2 teaspoons vanilla extract

  • 1.
    Butter and flour a 10-inch tube pan, tapping out the excess flour, and set aside. Sift the flour and baking powder together onto a large piece of wax paper and set aside also.
  • 2.
    Cream the butter, shortening, and sugar in a large electric mixer bowl at low speed for 3 minutes, scraping the bowl at half-time, then raise the mixer speed to medium and cream 2 to 3 minutes longer or until light and fluffy.
  • 3.
    With the mixer at low speed, add the eggs one by one, beating well and scraping the bowl after each addition. With the mixer still at low speed, add the sifted dry ingredients alternately with the milk, beginning and ending with the dry—four additions of the dry and three of the milk are about right. Scrape the bowl well, then beat in the lemon and vanilla extracts.
  • 4.
    Scoop the batter into the prepared pan, spreading to the edge, then rap the pan several times on the counter to level the batter and release large air bubbles.
  • 5.
    Place the cake in the lower third of the oven, set the thermostat at 350° F., turn the oven on, and bake the cake for 1 hour and 10 minutes to 1 hour and 20 minutes or until it begins to pull from the sides of the pan, is springy to the touch, and a cake tester inserted halfway between the rim and the central tube comes out clean.
  • 6.
    Cool the cake in the upright pan on a wire rack for 20 minutes. Using a small thin-blade spatula, loosen the cake carefully around the edge and around the central tube. Invert the cake on a wire rack and cool to room temperature before cutting. Delicious as is or with sliced sweetened-to-taste fresh strawberries or peaches ladled on top.
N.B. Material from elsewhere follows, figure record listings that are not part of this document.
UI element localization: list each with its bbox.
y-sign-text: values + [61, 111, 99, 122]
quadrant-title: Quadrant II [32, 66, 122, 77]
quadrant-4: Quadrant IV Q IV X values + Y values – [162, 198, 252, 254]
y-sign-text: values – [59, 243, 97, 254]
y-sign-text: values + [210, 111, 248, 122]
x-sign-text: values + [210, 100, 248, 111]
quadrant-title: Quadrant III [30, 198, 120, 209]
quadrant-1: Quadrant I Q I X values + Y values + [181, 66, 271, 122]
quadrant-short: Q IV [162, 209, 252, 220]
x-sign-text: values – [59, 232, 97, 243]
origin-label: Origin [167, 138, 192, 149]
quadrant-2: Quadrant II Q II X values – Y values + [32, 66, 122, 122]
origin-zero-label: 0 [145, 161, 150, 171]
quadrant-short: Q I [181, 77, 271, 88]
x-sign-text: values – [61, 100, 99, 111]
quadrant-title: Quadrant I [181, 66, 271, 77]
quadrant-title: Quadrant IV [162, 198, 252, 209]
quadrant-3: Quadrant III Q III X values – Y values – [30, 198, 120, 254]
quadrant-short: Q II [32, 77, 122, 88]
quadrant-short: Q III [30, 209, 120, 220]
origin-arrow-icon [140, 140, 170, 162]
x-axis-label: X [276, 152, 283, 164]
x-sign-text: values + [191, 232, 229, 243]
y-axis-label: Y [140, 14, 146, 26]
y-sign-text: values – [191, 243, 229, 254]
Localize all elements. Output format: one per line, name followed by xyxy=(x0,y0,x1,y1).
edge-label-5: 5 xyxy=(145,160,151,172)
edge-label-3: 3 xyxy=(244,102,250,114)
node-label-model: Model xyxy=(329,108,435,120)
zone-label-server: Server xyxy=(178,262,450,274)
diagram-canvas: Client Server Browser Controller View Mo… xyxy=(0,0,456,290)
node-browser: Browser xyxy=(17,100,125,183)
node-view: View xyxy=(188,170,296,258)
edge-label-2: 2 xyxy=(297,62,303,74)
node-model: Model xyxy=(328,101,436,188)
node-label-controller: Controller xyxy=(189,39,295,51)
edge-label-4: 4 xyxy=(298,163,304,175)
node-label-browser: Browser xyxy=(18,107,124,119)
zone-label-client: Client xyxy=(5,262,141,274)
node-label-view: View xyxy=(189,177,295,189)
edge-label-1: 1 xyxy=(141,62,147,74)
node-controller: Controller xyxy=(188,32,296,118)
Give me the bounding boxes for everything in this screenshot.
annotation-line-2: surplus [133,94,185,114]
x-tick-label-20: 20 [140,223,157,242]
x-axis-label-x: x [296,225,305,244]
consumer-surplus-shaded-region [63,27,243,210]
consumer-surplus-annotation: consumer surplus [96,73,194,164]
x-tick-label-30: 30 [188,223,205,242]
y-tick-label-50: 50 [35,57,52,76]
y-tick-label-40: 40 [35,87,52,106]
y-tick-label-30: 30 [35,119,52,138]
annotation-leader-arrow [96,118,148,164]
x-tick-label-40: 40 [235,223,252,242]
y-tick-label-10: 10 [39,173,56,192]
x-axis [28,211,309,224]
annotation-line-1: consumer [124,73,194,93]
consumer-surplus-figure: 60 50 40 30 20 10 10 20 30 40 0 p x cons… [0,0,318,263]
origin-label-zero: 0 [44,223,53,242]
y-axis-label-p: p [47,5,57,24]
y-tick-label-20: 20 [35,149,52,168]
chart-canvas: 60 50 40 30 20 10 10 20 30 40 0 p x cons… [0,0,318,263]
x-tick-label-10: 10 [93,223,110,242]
BROWN SUGAR POUND CAKE WITH WILD HICKORY NUTS

MAKES A
10-
INCH TUBE CAKE

When I was about ten, I rescued a robin hatch-ling that had fallen from its nest and raised that bird to maturity. Mitzy spent the night in the tall hickory tree just outside my bedroom window and each morning would peck at my screen until I came down to greet her. In the fall, when hickory nuts rained down upon the ground, my brother and I would gather them for Mother while Mitzy perched on a branch above. Hickory nuts, our father told us, were related to pecans (he knew such things because he was a botanist). They did indeed taste like pecans although they seemed—I’m searching for the right word here—“smokier.” There all similarity ends, however, because hickory nuts are hard-shelled and their meat exceedingly tedious to extract. Mother baked hickory nuts into cookies and stirred them into fudge. But she never baked this cake because I didn’t obtain the recipe until after she had died. It is an old North Carolina favorite and I must say that it is heaven. Note:
Choose a good all-purpose flour for this recipe, not cake or “light” flour; neither has enough gluten to support the heavy batter. Also use a light-colored pan for baking this cake; the batter is so rich that a dark pan or one lined with a dark nonstick coating will cause the cake to overbrown.